Sìfēn yì jílüè sījì 四分義極略私記

Maximally Abbreviated Private Records on the Doctrine of the Four Divisions by 忠算 (撰)

About the work

A two-fascicle Hossō sub-commentary on Zenju’s KR6t0017 Wéishí fēnliàng jué by Chūsan 忠算 (also read Tadasan, “Saidai-ji bettō Chūsan”), the late-Heian / early-Kamakura Saidai-ji 西大寺 administrator-monk. The work — “Maximally Abbreviated Private Records” — is precisely what the title says: the most compressed possible exposition of the four-division doctrine, distilling Zenju’s treatise into a study-manual for use by Hossō students. As the 1750 Kan’en re-engraving preface by Genki 賢基 puts it: “Among the southern-capital old masters who treated Hossō, only Zenju is worthwhile. Now Shōshitsu Chūsan-shi, basing himself on Zenju’s Bunryō-ketsu*, has made these private records — they too are worthwhile.*“

Abstract

Authorship and dating: The author’s signature in the body of the text reads “Saidai-ji bettō Chūsan zhuàn” 西大寺別當忠算撰 — “Chūsan, bettō (administrator) of Saidai-ji, has composed this.” Chūsan 忠算 (DILA A000625) is documented only by this canonical attribution and the office title; the Saidai-ji administrator role places him in the late Heian or early Kamakura period (Saidai-ji was a major imperial monastery from its 8th-century foundation, but the bettō role as documented in monastic records flourished from the 11th century). He should not be confused with the similarly-named Chūzan 仲算 (KR6t0016 author, 935–976), with whom he is often confused: the two are different persons, written with different characters (忠 vs 仲), though both pronounced Chūsan / Chūzan.

Without more precise external evidence, the composition date is bracketed at the broad range plausible for the Saidai-ji bettō who would have worked from Zenju’s Bunryō-ketsu: notBefore = 1050, notAfter = 1200.

Doctrinal content: Chūsan’s work is structured as a question-and-answer compendium on the four divisions of consciousness (sìfēn 四分). The opening question — “How many gates does the master’s commentary employ in treating the four divisions?” — receives the answer: “The principal commentary establishes no specific gates for the explanation. Only Zenju Sōjō’s Bunryō-ketsu has two gates: one is the self-essence gate; the other is the question-and-answer differentiation gate.” Chūsan then proceeds to systematise the four divisions under Zenju’s two-gate scheme, supplying his own examples and addressing the standard fángnàn (spoiling-objections) of the Yuima-e debate tradition.

The work entered the Edo Hossō curriculum through the 1750 Genki reprint, which corrected the prior printed edition by collating against a better manuscript. As Genki notes in his preface: “To pursue Hossō learning one must first be conversant with the four divisions; once the four divisions are clear, the consciousness-only doctrine and principle is self-evident. Therefore this sījì cannot but be read.

Translations and research

  • No substantial Western-language secondary literature located.
  • Mochizuki, Bukkyō daijiten, s.v. Chūsan 忠算 (the Saidai-ji bettō) and Shibun gi gokuryaku shiki 四分義極略私記.
  • Yūki Reimon 結城令聞, Yuishikigaku tenseki-shi 唯識学典籍志.

Other points of interest

The work is one of the few medieval Japanese Hossō texts that explicitly treat the four divisions of consciousness as a stand-alone doctrinal topic, separated from the larger Chéng wéishí lùn exegetical apparatus. As the principal sub-commentary on Zenju’s KR6t0017 Bunryō-ketsu, it documents the long Heian-Kamakura continuity of the Zenju tradition and its eventual entrance into the Edo Hossō curriculum via the Saidai-ji transmission line.

  • CBETA: T71n2322
  • DILA authority: A000625 (忠算)
  • Primary commentarial source: KR6t0017 Wéishí fēnliàng jué by 善珠.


Exercise details – State how many lines of the records contain the string "external". Give the number alone.

Recorded data –
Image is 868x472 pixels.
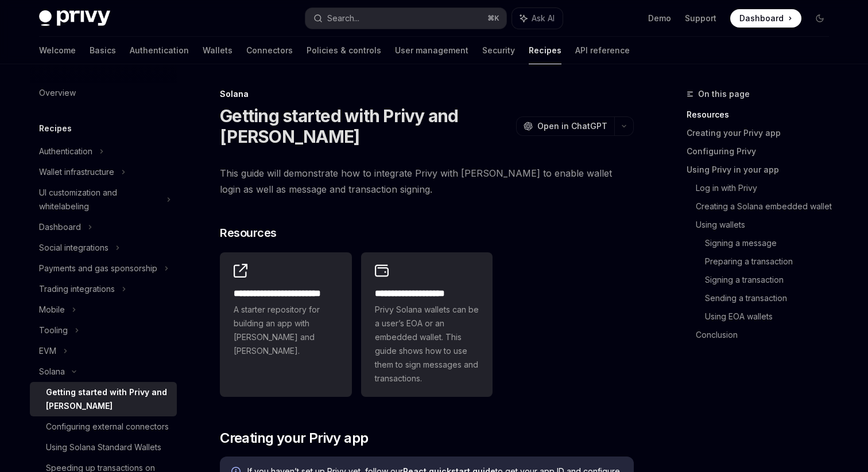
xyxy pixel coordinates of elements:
[698,87,750,101] span: On this page
[39,186,159,213] div: UI customization and whitelabeling
[39,303,65,317] div: Mobile
[696,216,838,235] a: Using wallets
[46,420,169,434] div: Configuring external connectors
[39,323,67,337] div: Tooling
[234,303,338,358] span: A starter repository for building an app with [PERSON_NAME] and [PERSON_NAME].
[696,326,838,344] a: Conclusion
[516,116,614,136] button: Open in ChatGPT
[538,120,607,132] span: Open in ChatGPT
[361,252,493,397] a: **** **** **** *****Privy Solana wallets can be a user’s EOA or an embedded wallet. This guide sh...
[202,37,233,64] a: Wallets
[39,365,65,379] div: Solana
[39,282,114,296] div: Trading integrations
[39,11,110,26] img: dark logo
[686,106,838,124] a: Resources
[46,441,161,454] div: Using Solana Standard Wallets
[686,143,838,160] a: Configuring Privy
[39,344,57,358] div: EVM
[220,106,511,147] h1: Getting started with Privy and [PERSON_NAME]
[810,9,829,27] button: Toggle dark mode
[39,37,76,64] a: Welcome
[39,262,157,276] div: Payments and gas sponsorship
[39,241,108,255] div: Social integrations
[482,37,515,64] a: Security
[30,437,177,458] a: Using Solana Standard Wallets
[395,37,468,64] a: User management
[307,37,381,64] a: Policies & controls
[696,179,838,197] a: Log in with Privy
[705,252,838,271] a: Preparing a transaction
[220,165,633,197] span: This guide will demonstrate how to integrate Privy with [PERSON_NAME] to enable wallet login as w...
[30,382,177,416] a: Getting started with Privy and [PERSON_NAME]
[220,225,277,241] span: Resources
[374,303,479,386] span: Privy Solana wallets can be a user’s EOA or an embedded wallet. This guide shows how to use them ...
[705,308,838,326] a: Using EOA wallets
[327,12,360,25] div: Search...
[696,197,838,216] a: Creating a Solana embedded wallet
[705,271,838,289] a: Signing a transaction
[488,14,499,22] span: ⌘ K
[512,8,563,28] button: Ask AI
[39,86,76,100] div: Overview
[39,221,81,235] div: Dashboard
[730,9,802,27] a: Dashboard
[648,13,672,24] a: Demo
[686,124,838,143] a: Creating your Privy app
[130,37,189,64] a: Authentication
[686,160,838,179] a: Using Privy in your app
[529,37,561,64] a: Recipes
[90,37,116,64] a: Basics
[220,88,633,100] div: Solana
[739,13,784,24] span: Dashboard
[705,235,838,252] a: Signing a message
[39,165,114,179] div: Wallet infrastructure
[30,416,177,437] a: Configuring external connectors
[39,145,93,158] div: Authentication
[246,37,293,64] a: Connectors
[685,13,716,24] a: Support
[705,289,838,308] a: Sending a transaction
[532,13,554,24] span: Ask AI
[30,83,177,104] a: Overview
[46,386,170,413] div: Getting started with Privy and [PERSON_NAME]
[305,8,506,28] button: Search...⌘K
[575,37,629,64] a: API reference
[220,429,368,448] span: Creating your Privy app
[39,122,71,136] h5: Recipes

Solved exercise – 2